CVJan 23

Order from Chaos: Physical World Understanding from Glitchy Gameplay Videos

arXiv:2601.16471v21 citationsh-index: 9
Originality Highly original
AI Analysis

This addresses the problem of scalable physical reasoning training data for multimodal AI researchers, offering a novel approach but with incremental performance gains.

The paper tackles the challenge of physical world understanding in AI by proposing a novel paradigm that uses glitches in gameplay videos as supervision, creating PhysGame (140,057 QA pairs) and GameBench (880 videos). Results show improvements: 2.5% on PhysBench, 1.9% on MVBench, and 3.7% on GameBench for tuned models.

Understanding the physical world, including object dynamics, material properties, and causal interactions, remains a core challenge in artificial intelligence. Although recent multi-modal large language models (MLLMs) have demonstrated impressive general reasoning capabilities, they still fall short of achieving human-level understanding of physical principles. Existing datasets for physical reasoning either rely on real-world videos, which incur high annotation costs, or on synthetic simulations, which suffer from limited realism and diversity. In this paper, we propose a novel paradigm that leverages glitches in gameplay videos, referring to visual anomalies that violate predefined physical laws, as a rich and scalable supervision source for physical world understanding. We introduce PhysGame, an meta information guided instruction-tuning dataset containing 140,057 glitch-centric question-answer pairs across five physical domains and sixteen fine-grained categories. To ensure data accuracy, we design a prompting strategy that utilizes gameplay metadata such as titles and descriptions to guide high-quality QA generation. Complementing PhysGame, we construct GameBench, an expert-annotated benchmark with 880 glitch-identified gameplay videos designed to evaluate physical reasoning capabilities. Extensive experiments show that PhysGame significantly enhances both Game2Real transferability, improving the real world physical reasoning performance of Qwen2.5VL by 2.5% on PhysBench, and Game2General transferability, yielding a 1.9% gain on the MVBench benchmark. Moreover, PhysGame-tuned models achieve a 3.7% absolute improvement on GameBench, demonstrating enhanced robustness in detecting physical implausibilities. These results indicate that learning from gameplay anomalies offers a scalable and effective pathway toward advancing physical world understanding in multimodal intelligence.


§ **Exercise directions**: Every line below from the one containing "Inspect for <item>footwear</item>." to the final line must be reproduced exactly, and no other line may appear in the answer.

Data excerpts section start

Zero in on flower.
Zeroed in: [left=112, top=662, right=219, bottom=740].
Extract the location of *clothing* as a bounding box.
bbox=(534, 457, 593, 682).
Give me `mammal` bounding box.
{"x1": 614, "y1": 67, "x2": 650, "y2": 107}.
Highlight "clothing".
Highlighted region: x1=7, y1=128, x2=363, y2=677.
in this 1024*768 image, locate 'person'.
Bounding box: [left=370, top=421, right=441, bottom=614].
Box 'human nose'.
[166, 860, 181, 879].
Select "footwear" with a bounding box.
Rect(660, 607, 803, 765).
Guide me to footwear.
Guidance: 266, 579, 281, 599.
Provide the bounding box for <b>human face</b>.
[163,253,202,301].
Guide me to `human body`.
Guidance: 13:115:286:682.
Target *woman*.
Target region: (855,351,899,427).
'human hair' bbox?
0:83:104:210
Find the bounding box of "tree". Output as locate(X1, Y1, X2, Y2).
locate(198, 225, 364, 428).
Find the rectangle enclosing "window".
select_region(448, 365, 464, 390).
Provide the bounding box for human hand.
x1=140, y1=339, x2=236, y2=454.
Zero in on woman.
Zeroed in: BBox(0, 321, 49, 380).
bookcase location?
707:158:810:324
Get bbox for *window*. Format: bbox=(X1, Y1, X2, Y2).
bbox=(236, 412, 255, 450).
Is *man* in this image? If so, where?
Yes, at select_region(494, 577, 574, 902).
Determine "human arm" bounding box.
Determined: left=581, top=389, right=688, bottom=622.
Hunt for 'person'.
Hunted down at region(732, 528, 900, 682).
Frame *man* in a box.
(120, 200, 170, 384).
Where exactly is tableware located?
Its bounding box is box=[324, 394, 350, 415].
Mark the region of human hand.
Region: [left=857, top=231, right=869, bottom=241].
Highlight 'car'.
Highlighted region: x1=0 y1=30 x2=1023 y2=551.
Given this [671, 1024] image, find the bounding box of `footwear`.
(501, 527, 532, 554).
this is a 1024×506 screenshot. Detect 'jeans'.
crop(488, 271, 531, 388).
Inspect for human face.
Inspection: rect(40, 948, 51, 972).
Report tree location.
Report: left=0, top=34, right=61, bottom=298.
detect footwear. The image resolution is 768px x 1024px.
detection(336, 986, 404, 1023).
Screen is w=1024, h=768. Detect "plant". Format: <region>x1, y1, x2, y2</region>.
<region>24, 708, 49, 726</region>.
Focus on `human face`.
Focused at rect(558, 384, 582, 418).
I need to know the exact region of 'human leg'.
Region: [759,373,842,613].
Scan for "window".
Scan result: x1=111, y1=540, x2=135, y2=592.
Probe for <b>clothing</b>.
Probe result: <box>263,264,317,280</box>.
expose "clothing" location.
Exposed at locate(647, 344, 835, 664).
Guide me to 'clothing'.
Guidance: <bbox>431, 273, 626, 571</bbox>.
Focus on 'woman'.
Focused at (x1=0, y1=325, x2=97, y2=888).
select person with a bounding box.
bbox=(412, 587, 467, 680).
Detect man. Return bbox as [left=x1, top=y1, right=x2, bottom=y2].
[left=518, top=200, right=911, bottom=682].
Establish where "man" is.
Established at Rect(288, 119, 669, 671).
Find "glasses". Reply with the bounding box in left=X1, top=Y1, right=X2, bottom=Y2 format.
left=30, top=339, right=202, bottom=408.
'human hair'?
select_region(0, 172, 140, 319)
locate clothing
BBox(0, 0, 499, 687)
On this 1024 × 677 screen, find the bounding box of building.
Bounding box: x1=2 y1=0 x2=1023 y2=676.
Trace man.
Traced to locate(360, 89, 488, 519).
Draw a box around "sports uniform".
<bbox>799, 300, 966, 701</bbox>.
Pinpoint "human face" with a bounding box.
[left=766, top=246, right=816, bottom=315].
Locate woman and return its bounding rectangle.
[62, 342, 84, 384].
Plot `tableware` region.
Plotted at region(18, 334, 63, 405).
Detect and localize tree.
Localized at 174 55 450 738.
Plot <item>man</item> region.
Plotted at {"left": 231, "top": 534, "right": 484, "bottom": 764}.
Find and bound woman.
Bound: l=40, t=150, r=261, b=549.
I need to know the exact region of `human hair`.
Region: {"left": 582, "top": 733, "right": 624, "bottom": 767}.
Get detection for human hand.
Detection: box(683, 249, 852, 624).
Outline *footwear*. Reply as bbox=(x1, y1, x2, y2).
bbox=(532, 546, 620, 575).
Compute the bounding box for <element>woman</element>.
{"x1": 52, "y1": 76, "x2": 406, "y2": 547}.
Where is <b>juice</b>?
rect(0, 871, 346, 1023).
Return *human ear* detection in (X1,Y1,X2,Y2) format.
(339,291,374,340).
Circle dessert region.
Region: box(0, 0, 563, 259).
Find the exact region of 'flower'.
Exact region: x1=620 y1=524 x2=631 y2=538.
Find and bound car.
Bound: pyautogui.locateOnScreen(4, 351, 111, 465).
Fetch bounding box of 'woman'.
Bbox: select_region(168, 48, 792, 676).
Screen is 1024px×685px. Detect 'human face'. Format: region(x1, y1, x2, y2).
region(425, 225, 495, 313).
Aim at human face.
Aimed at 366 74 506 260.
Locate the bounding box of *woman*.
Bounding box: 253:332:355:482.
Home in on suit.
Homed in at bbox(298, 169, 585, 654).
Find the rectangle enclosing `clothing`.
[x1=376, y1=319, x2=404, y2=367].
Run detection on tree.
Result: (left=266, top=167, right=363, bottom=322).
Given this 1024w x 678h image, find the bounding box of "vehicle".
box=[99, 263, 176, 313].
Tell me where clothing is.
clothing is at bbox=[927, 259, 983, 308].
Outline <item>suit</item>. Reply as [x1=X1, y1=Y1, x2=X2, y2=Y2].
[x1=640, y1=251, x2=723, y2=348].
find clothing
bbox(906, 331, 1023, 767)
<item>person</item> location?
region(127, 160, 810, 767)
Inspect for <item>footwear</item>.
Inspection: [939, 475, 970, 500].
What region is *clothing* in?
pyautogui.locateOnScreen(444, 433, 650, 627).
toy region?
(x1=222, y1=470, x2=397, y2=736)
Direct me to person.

Data excerpts section end

§ **Exercise output**:
Inspect for <item>footwear</item>.
Inspection: [939, 475, 970, 500].
What region is *clothing* in?
pyautogui.locateOnScreen(444, 433, 650, 627).
toy region?
(x1=222, y1=470, x2=397, y2=736)
Direct me to person.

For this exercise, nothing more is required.